Survey Data

Reg No

50060455


Rating

Regional


Categories of Special Interest

Architectural, Social


Previous Name

Saint Joseph's Mansions


Original Use

Apartment/flat (purpose-built)


In Use As

Apartment/flat (purpose-built)


Date

1940 - 1950


Coordinates

316630, 235258


Date Recorded

29/09/2014


Date Updated

--/--/--


Description

Quadrangular development of social housing, built c.1945, now comprising 105 units within six blocks, arranged around central open courtyard. Refurbished c.2002. Principal entrance on Killarney Street. End bays of each block break forward from main elevation line, and corner bays have angled facades. Hipped pantile roofs with terracotta ridge tiles, brown and red brick horizontally striped chimneystack, having clay chimney pots. Yellow brick walls laid to English garden wall bond, with red brick and render dressings, with smooth rendered and painted walling to third floor. Art Deco linear dressings to central entrance bays. Offset balconies at first floor of projecting bays with brick panelling, steel railings and profiled rendered and painted brackets. Square-headed window openings with red brick sills, arch heads and surrounds. Replacement metal-framed windows. Square-headed door openings to ground floor with replacement glazed timber battened doors and sidelights. Red brick three-bay three-storey parapeted entrance on Killarney Street comprises two-storey integral archway, with Art Deco style buttresses, replacement steel gate inserted 2002. Courtyard elevations remodelled and have modern additions, largely red brick over rendered ground floor with horizontal channelling and punctuated by projecting timber-clad window bays and rendered curvilinear entrance bays. Some curved rendered balconies. Former open deck entrance balconies blocked up during refurbishment. Community room to north. Lawns, trees and planting, all-weather grass pitch, picnic tables and playground to courtyard.

Appraisal

Good example of mid-twentieth-century public housing scheme, characterised by cohesive design principals and the use of Art Deco detailing, typical of civic architecture during this period. The complex was built by Dublin Corporation to provide much-needed public housing for the inner city community. Like many public schemes at the time, the design was influenced by social housing on Continental Europe. The modern structures provided purpose-built flats for families and were intended to replace substandard tenement housing stock in the area. After falling into decline in recent decades, the complex was comprehensively redeveloped in 2002. Despite some alterations and re-modelling, the ethos of the original design remains intact. The development is of social importance but also serves to enrich and diversify the architectural heritage of the area.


◆ **ASSIGNMENT**: Each entry should be given again exactly, with any image left out.

◆ **Dataset rows about figures**:

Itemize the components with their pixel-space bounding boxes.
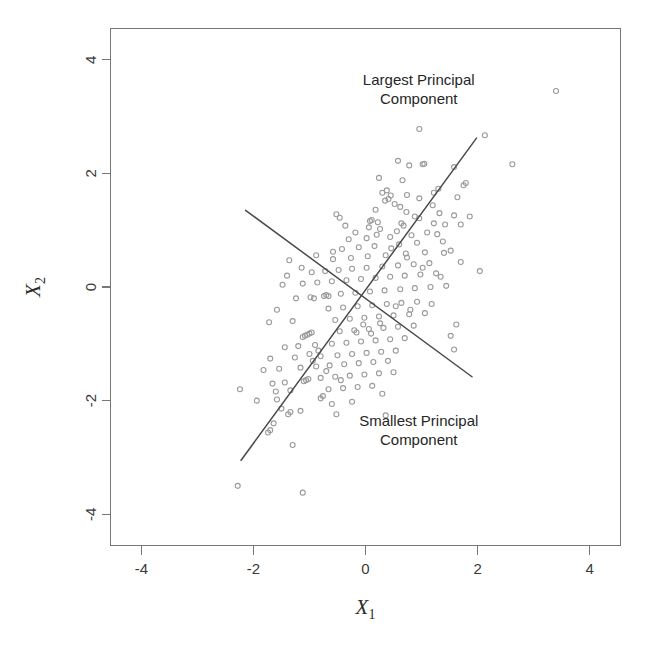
scatter-point (400, 178, 405, 183)
x-tick-label: -4 (135, 560, 148, 577)
scatter-point (452, 347, 457, 352)
scatter-point (274, 397, 279, 402)
scatter-point (404, 192, 409, 197)
scatter-point (329, 341, 334, 346)
scatter-point (300, 281, 305, 286)
scatter-point (318, 375, 323, 380)
scatter-point (510, 162, 515, 167)
scatter-point (422, 250, 427, 255)
scatter-point (290, 319, 295, 324)
scatter-point (309, 270, 314, 275)
scatter-point (427, 261, 432, 266)
scatter-point (402, 273, 407, 278)
scatter-point (482, 133, 487, 138)
scatter-point (300, 490, 305, 495)
x-tick-label: 2 (473, 560, 481, 577)
scatter-point (411, 323, 416, 328)
scatter-point (412, 286, 417, 291)
scatter-point (268, 356, 273, 361)
scatter-point (440, 239, 445, 244)
scatter-point (326, 387, 331, 392)
scatter-point (338, 291, 343, 296)
scatter-point (373, 207, 378, 212)
scatter-point (350, 266, 355, 271)
y-axis: -4-2024 (82, 56, 111, 521)
scatter-point (425, 230, 430, 235)
x-axis: -4-2024 (135, 546, 594, 577)
scatter-point (378, 227, 383, 232)
scatter-point (380, 190, 385, 195)
scatter-point (418, 272, 423, 277)
scatter-point (554, 88, 559, 93)
scatter-point (315, 280, 320, 285)
scatter-point (346, 237, 351, 242)
scatter-point (237, 387, 242, 392)
scatter-point (393, 348, 398, 353)
scatter-point (407, 163, 412, 168)
y-tick-label: 2 (82, 169, 99, 177)
scatter-point (437, 211, 442, 216)
scatter-point (292, 355, 297, 360)
scatter-point (429, 302, 434, 307)
scatter-point (388, 274, 393, 279)
scatter-point (356, 245, 361, 250)
scatter-point (344, 340, 349, 345)
scatter-point (267, 320, 272, 325)
scatter-point (388, 235, 393, 240)
y-tick-label: -4 (82, 508, 99, 521)
scatter-point (327, 363, 332, 368)
scatter-point (365, 254, 370, 259)
scatter-point (337, 215, 342, 220)
scatter-point (355, 304, 360, 309)
scatter-point (438, 274, 443, 279)
scatter-point (369, 331, 374, 336)
scatter-point (338, 378, 343, 383)
scatter-point (392, 202, 397, 207)
scatter-point (355, 384, 360, 389)
scatter-point (435, 232, 440, 237)
scatter-point (415, 299, 420, 304)
scatter-point (353, 230, 358, 235)
scatter-point (393, 304, 398, 309)
scatter-point (385, 358, 390, 363)
scatter-point (372, 244, 377, 249)
y-axis-title-base: X (21, 283, 45, 298)
scatter-point (314, 253, 319, 258)
scatter-point (277, 366, 282, 371)
scatter-point (235, 483, 240, 488)
smallest-principal-component-label: Smallest PrincipalComponent (359, 412, 478, 448)
scatter-point (339, 246, 344, 251)
scatter-point (399, 300, 404, 305)
scatter-point (452, 213, 457, 218)
y-axis-title-subscript: 2 (33, 277, 48, 284)
scatter-point (417, 127, 422, 132)
scatter-point (415, 240, 420, 245)
x-tick-label: 0 (361, 560, 369, 577)
scatter-point (430, 203, 435, 208)
scatter-point (299, 265, 304, 270)
scatter-point (374, 232, 379, 237)
scatter-point (273, 389, 278, 394)
scatter-point (384, 302, 389, 307)
scatter-point (376, 175, 381, 180)
scatter-point (341, 386, 346, 391)
scatter-point (362, 372, 367, 377)
scatter-point (420, 265, 425, 270)
scatter-point (350, 399, 355, 404)
scatter-point (342, 362, 347, 367)
smallest-principal-component-line (246, 210, 472, 376)
scatter-point (458, 222, 463, 227)
scatter-point (261, 367, 266, 372)
scatter-point (330, 249, 335, 254)
y-tick-label: 0 (82, 283, 99, 291)
scatter-point (455, 195, 460, 200)
scatter-point (324, 369, 329, 374)
scatter-point (422, 311, 427, 316)
scatter-point (333, 317, 338, 322)
largest-principal-component-label: Largest PrincipalComponent (363, 71, 475, 107)
y-tick-label: -2 (82, 394, 99, 407)
scatter-point (434, 271, 439, 276)
scatter-point (334, 412, 339, 417)
scatter-point (364, 350, 369, 355)
scatter-point (296, 344, 301, 349)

◆ **FINAL ANSWER**:
Itemize the components with their pixel-space bounding boxes.
scatter-point (400, 178, 405, 183)
x-tick-label: -4 (135, 560, 148, 577)
scatter-point (452, 347, 457, 352)
scatter-point (274, 397, 279, 402)
scatter-point (404, 192, 409, 197)
scatter-point (329, 341, 334, 346)
scatter-point (300, 281, 305, 286)
scatter-point (318, 375, 323, 380)
scatter-point (510, 162, 515, 167)
scatter-point (422, 250, 427, 255)
scatter-point (290, 319, 295, 324)
scatter-point (309, 270, 314, 275)
scatter-point (427, 261, 432, 266)
scatter-point (402, 273, 407, 278)
scatter-point (482, 133, 487, 138)
scatter-point (300, 490, 305, 495)
x-tick-label: 2 (473, 560, 481, 577)
scatter-point (411, 323, 416, 328)
scatter-point (412, 286, 417, 291)
scatter-point (268, 356, 273, 361)
scatter-point (440, 239, 445, 244)
scatter-point (326, 387, 331, 392)
scatter-point (338, 291, 343, 296)
scatter-point (373, 207, 378, 212)
scatter-point (350, 266, 355, 271)
y-axis: -4-2024 (82, 56, 111, 521)
scatter-point (425, 230, 430, 235)
x-axis: -4-2024 (135, 546, 594, 577)
scatter-point (378, 227, 383, 232)
scatter-point (380, 190, 385, 195)
scatter-point (418, 272, 423, 277)
scatter-point (554, 88, 559, 93)
scatter-point (315, 280, 320, 285)
scatter-point (346, 237, 351, 242)
scatter-point (237, 387, 242, 392)
scatter-point (393, 348, 398, 353)
scatter-point (407, 163, 412, 168)
y-tick-label: 2 (82, 169, 99, 177)
scatter-point (437, 211, 442, 216)
scatter-point (292, 355, 297, 360)
scatter-point (429, 302, 434, 307)
scatter-point (388, 274, 393, 279)
scatter-point (356, 245, 361, 250)
scatter-point (344, 340, 349, 345)
scatter-point (267, 320, 272, 325)
scatter-point (388, 235, 393, 240)
y-tick-label: -4 (82, 508, 99, 521)
scatter-point (327, 363, 332, 368)
scatter-point (365, 254, 370, 259)
scatter-point (337, 215, 342, 220)
scatter-point (355, 304, 360, 309)
scatter-point (438, 274, 443, 279)
scatter-point (369, 331, 374, 336)
scatter-point (338, 378, 343, 383)
scatter-point (392, 202, 397, 207)
scatter-point (355, 384, 360, 389)
scatter-point (435, 232, 440, 237)
scatter-point (415, 299, 420, 304)
scatter-point (353, 230, 358, 235)
scatter-point (393, 304, 398, 309)
scatter-point (385, 358, 390, 363)
scatter-point (372, 244, 377, 249)
y-axis-title-base: X (21, 283, 45, 298)
scatter-point (314, 253, 319, 258)
scatter-point (277, 366, 282, 371)
scatter-point (235, 483, 240, 488)
smallest-principal-component-label: Smallest PrincipalComponent (359, 412, 478, 448)
scatter-point (339, 246, 344, 251)
scatter-point (399, 300, 404, 305)
scatter-point (452, 213, 457, 218)
y-axis-title-subscript: 2 (33, 277, 48, 284)
scatter-point (417, 127, 422, 132)
scatter-point (415, 240, 420, 245)
x-tick-label: 0 (361, 560, 369, 577)
scatter-point (430, 203, 435, 208)
scatter-point (299, 265, 304, 270)
scatter-point (374, 232, 379, 237)
scatter-point (273, 389, 278, 394)
scatter-point (384, 302, 389, 307)
scatter-point (376, 175, 381, 180)
scatter-point (341, 386, 346, 391)
scatter-point (362, 372, 367, 377)
scatter-point (420, 265, 425, 270)
scatter-point (350, 399, 355, 404)
scatter-point (342, 362, 347, 367)
smallest-principal-component-line (246, 210, 472, 376)
scatter-point (458, 222, 463, 227)
scatter-point (261, 367, 266, 372)
scatter-point (330, 249, 335, 254)
y-tick-label: 0 (82, 283, 99, 291)
scatter-point (455, 195, 460, 200)
scatter-point (324, 369, 329, 374)
scatter-point (422, 311, 427, 316)
scatter-point (333, 317, 338, 322)
largest-principal-component-label: Largest PrincipalComponent (363, 71, 475, 107)
y-tick-label: -2 (82, 394, 99, 407)
scatter-point (434, 271, 439, 276)
scatter-point (334, 412, 339, 417)
scatter-point (364, 350, 369, 355)
scatter-point (296, 344, 301, 349)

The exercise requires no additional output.